They Guillotined Robespierre, Didn’t They?
The Pont Royal and the Pavillon de Flore (seat of the Committee of Public Safety and General Police Bureau) Paris, 1814
From the Atlantic:
Right here in America, right now, it is possible to meet people who have lost everything—jobs, money, friends, colleagues—after violating no laws, and sometimes no workplace rules either. Instead, they have broken (or are accused of having broken) social codes having to do with race, sex, personal behavior, or even acceptable humor, which may not have existed five years ago or maybe five months ago. Some have made egregious errors of judgment. Some have done nothing at all. It is not always easy to tell.
Yet despite the disputed nature of these cases, it has become both easy and useful for some people to put them into larger narratives. Partisans, especially on the right, now toss around the phrase cancel culture when they want to defend themselves from criticism, however legitimate. But dig into the story of anyone who has been a genuine victim of modern mob justice and you will often find not an obvious argument between “woke” and “anti-woke” perspectives but rather incidents that are interpreted, described, or remembered by different people in different ways, even leaving aside whatever political or intellectual issue might be at stake.
…
John McWhorter, a Columbia linguistics professor (and Atlantic contributing writer) who has strong and not always popular views about race, told me that if you are accused of something unfairly, you should always push back, firmly but politely: “Just say, ‘No, I’m not a racist. And I disagree with you.’ ” If more leaders—university presidents, magazine and newspaper publishers, CEOs of foundations and companies, directors of musical societies—took that position, maybe it would be easier for more of their peers to stand up to their students, their colleagues, or an online mob.
The alternative, for our cultural institutions and for democratic discourse, is grim. Foundations will do secret background checks on their potential grantees, to make sure they haven’t committed crimes-that-are-not-crimes that could be embarrassing in the future. Anonymous reports and Twitter mobs, not the reasoned judgments of peers, will shape the fate of individuals. Writers and journalists will fear publication. Universities will no longer be dedicated to the creation and dissemination of knowledge but to the promotion of student comfort and the avoidance of social-media attacks.
Worse, if we drive all of the difficult people, the demanding people, and the eccentric people away from the creative professions where they used to thrive, we will become a flatter, duller, less interesting society, a place where manuscripts sit in drawers for fear of arbitrary judgments. The arts, the humanities, and the media will become stiff, predictable, and mediocre. Democratic principles like the rule of law, the right to self-defense, the right to a just trial—even the right to be forgiven—will wither.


◆ INSTRUCTIONS TO FOLLOW ◆
Please write out exactly the lines that begin at the line containing "This screenshot has height=519, width=1122." and run to the end of the records.

[Saved data entries]

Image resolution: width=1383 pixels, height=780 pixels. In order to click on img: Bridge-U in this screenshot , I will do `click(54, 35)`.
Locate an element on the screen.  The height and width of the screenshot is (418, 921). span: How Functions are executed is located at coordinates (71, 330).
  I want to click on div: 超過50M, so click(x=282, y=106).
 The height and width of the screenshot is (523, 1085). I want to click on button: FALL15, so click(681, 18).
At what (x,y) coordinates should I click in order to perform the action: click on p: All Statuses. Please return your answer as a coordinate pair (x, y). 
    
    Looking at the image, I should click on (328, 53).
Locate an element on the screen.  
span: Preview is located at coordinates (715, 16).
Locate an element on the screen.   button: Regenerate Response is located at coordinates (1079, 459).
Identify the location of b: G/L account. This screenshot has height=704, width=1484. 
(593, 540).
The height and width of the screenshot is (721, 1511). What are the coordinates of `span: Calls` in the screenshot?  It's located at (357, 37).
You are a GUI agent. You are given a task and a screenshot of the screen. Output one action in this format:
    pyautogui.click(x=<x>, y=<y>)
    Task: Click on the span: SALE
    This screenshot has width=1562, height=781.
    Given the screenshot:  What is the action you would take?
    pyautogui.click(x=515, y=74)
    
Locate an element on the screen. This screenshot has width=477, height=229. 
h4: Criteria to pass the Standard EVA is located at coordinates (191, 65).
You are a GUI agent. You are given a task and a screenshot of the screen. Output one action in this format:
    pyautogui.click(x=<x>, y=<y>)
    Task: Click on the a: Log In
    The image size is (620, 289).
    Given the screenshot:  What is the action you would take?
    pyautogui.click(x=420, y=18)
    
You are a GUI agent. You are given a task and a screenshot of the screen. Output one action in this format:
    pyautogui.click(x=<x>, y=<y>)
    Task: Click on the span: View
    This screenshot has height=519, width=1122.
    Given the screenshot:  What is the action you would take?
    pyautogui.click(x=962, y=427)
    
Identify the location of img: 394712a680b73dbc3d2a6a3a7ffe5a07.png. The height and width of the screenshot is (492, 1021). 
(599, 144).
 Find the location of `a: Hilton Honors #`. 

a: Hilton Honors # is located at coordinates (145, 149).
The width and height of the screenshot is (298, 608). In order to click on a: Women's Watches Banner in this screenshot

◆ TASK SOLUTION ◆
    This screenshot has height=519, width=1122.
    Given the screenshot:  What is the action you would take?
    pyautogui.click(x=962, y=427)
    
Identify the location of img: 394712a680b73dbc3d2a6a3a7ffe5a07.png. The height and width of the screenshot is (492, 1021). 
(599, 144).
 Find the location of `a: Hilton Honors #`. 

a: Hilton Honors # is located at coordinates (145, 149).
The width and height of the screenshot is (298, 608). In order to click on a: Women's Watches Banner in this screenshot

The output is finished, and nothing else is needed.